Paper Short Abstract:
This contribution reflects upon policy and law within ongoing reconfigurations of governance, by taking as empirical case the Schengen-area. Specifically, this paper “studies through” a core symbol of Schengen, namely the absence of border control at internal Schengen borders.
Paper Abstract:
This contribution reflects upon policy and law within ongoing reconfigurations of governance, by taking as empirical case the Schengen-area, today’s EU Area of Freedom, Security. Specifically, this paper “studies through” a core symbol of Schengen, namely the absence of border control at internal Schengen borders.
The absence of border control at internal Schengen borders figures as core symbol of the European integration process. It is at the core of Schengen policy and regulated in law by the Schengen Borders Code. At the same time, recent years have not only seen a more frequent introduction of border control measures by member states, but also a call for an enhancement of ‘alternative measures’ in policy, reflected also in ongoing legislative reforms. In my presentation I argue for the fruitful entanglement of the methodological approach of “studying through” in policy research (Wright and Reinhold 2011) and of anthropological approaches to legal pluralism, which provide an analytical lens attentive to temporality and space, law-as-text and law-as-practice (e.g. Benda-Beckmann, Benda-Beckmann). While EU law (Graziadei 2022) and state-sanctioned law enforcement have been less frequent objects of study in legal anthropology, both fields of inquiry and their entanglement provide valuable insights into an anthropology of Europe and beyond.
Paper Short Abstract:
This paper analysis the changes in perception and function of on farm pig-slaughter in the light of the application of agricultural and sanitary legal norms in Catalonia, Spain. The study shows how the legal confusion in the interpretation of laws reflects and promotes socio-cultural change.
Paper Abstract:
This paper analysis the changes in perception and function of on farm pig-slaughter in the light of the application of agricultural and sanitary legal norms in Catalonia, Spain, as well as the Common Agricultural Policy. The aim is to demonstrate how this rural practice, which was widely accepted as "normal" forty years ago, is gradually disappearing and is now viewed as cruel anachronism by the majority of society. Additionally the paper explores how the practice has been marginalised, made invisible and criminalised by state institutions. The focus is on the shift from perceiving on-farm pig slaughter as legal to considering it prohibited due to a lack of appropriate regulations, and on how the legal confusion around this practice has been constructed. The study of laws, regulations, their interpretation, enforcement and social reception helps us to understand how public policies reflect and, at the same time, promote (not necessarily intentionally) socio-cultural change.

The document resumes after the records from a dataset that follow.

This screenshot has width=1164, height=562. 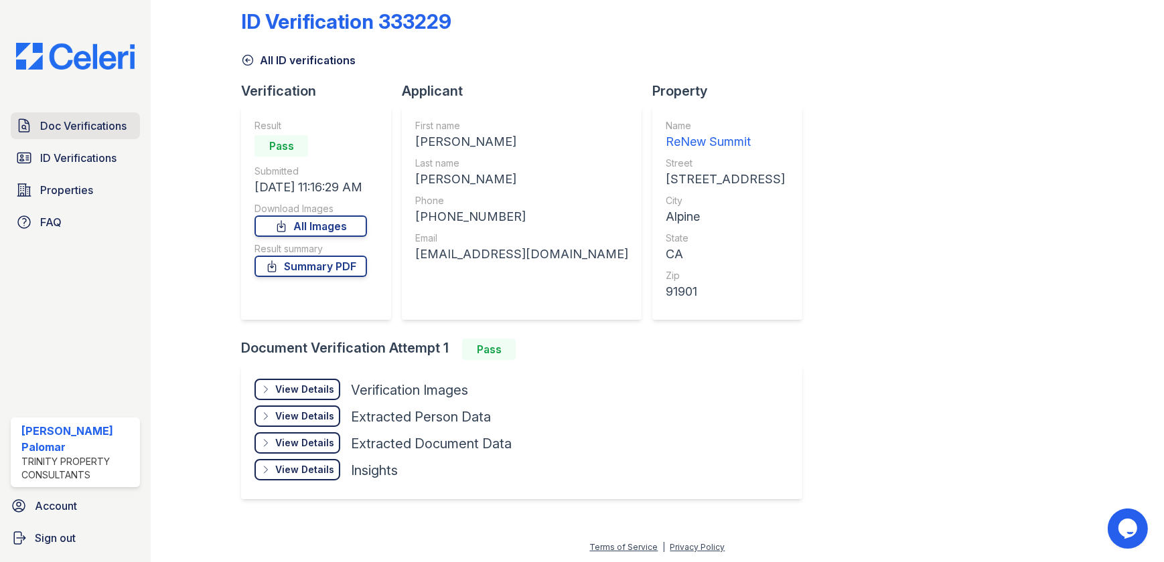 What do you see at coordinates (321, 91) in the screenshot?
I see `div: Verification` at bounding box center [321, 91].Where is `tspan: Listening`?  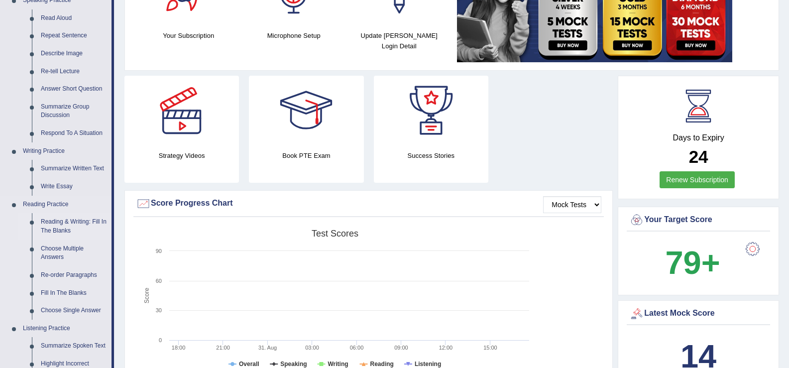 tspan: Listening is located at coordinates (428, 364).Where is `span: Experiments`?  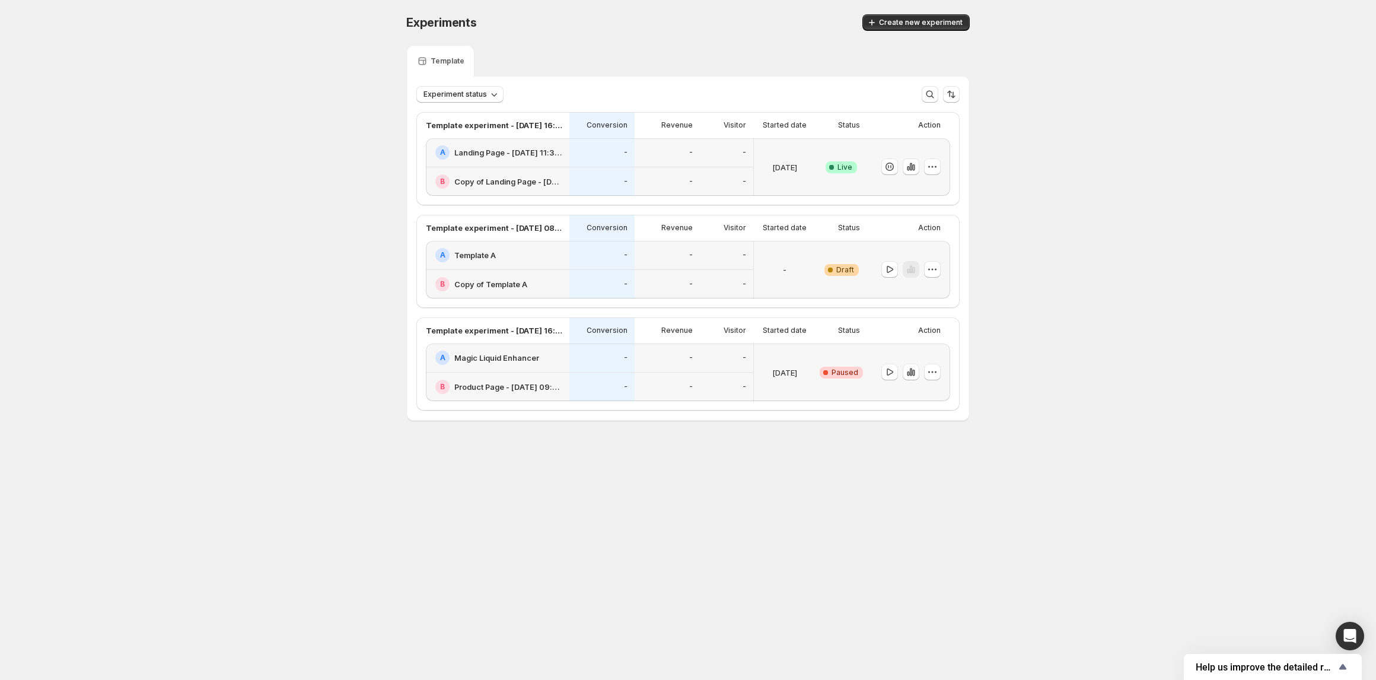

Inspired by Silbey’s argument that constitutive/cultural analysis of legal consciousness helps to describe processes by which “law contributes to the articulation of meanings and values in daily life” we want to analyse how law, legality and public policies relate to each other in the process of socio-cultural change. If we understand the law and legality as part of public policy conceptualized as dispositive, in the interpretative approach, the analysis of plurality of narratives about legality can shed lite on the social life of public policies, and therefore on socio-cultural tendencies in which the norms are developed.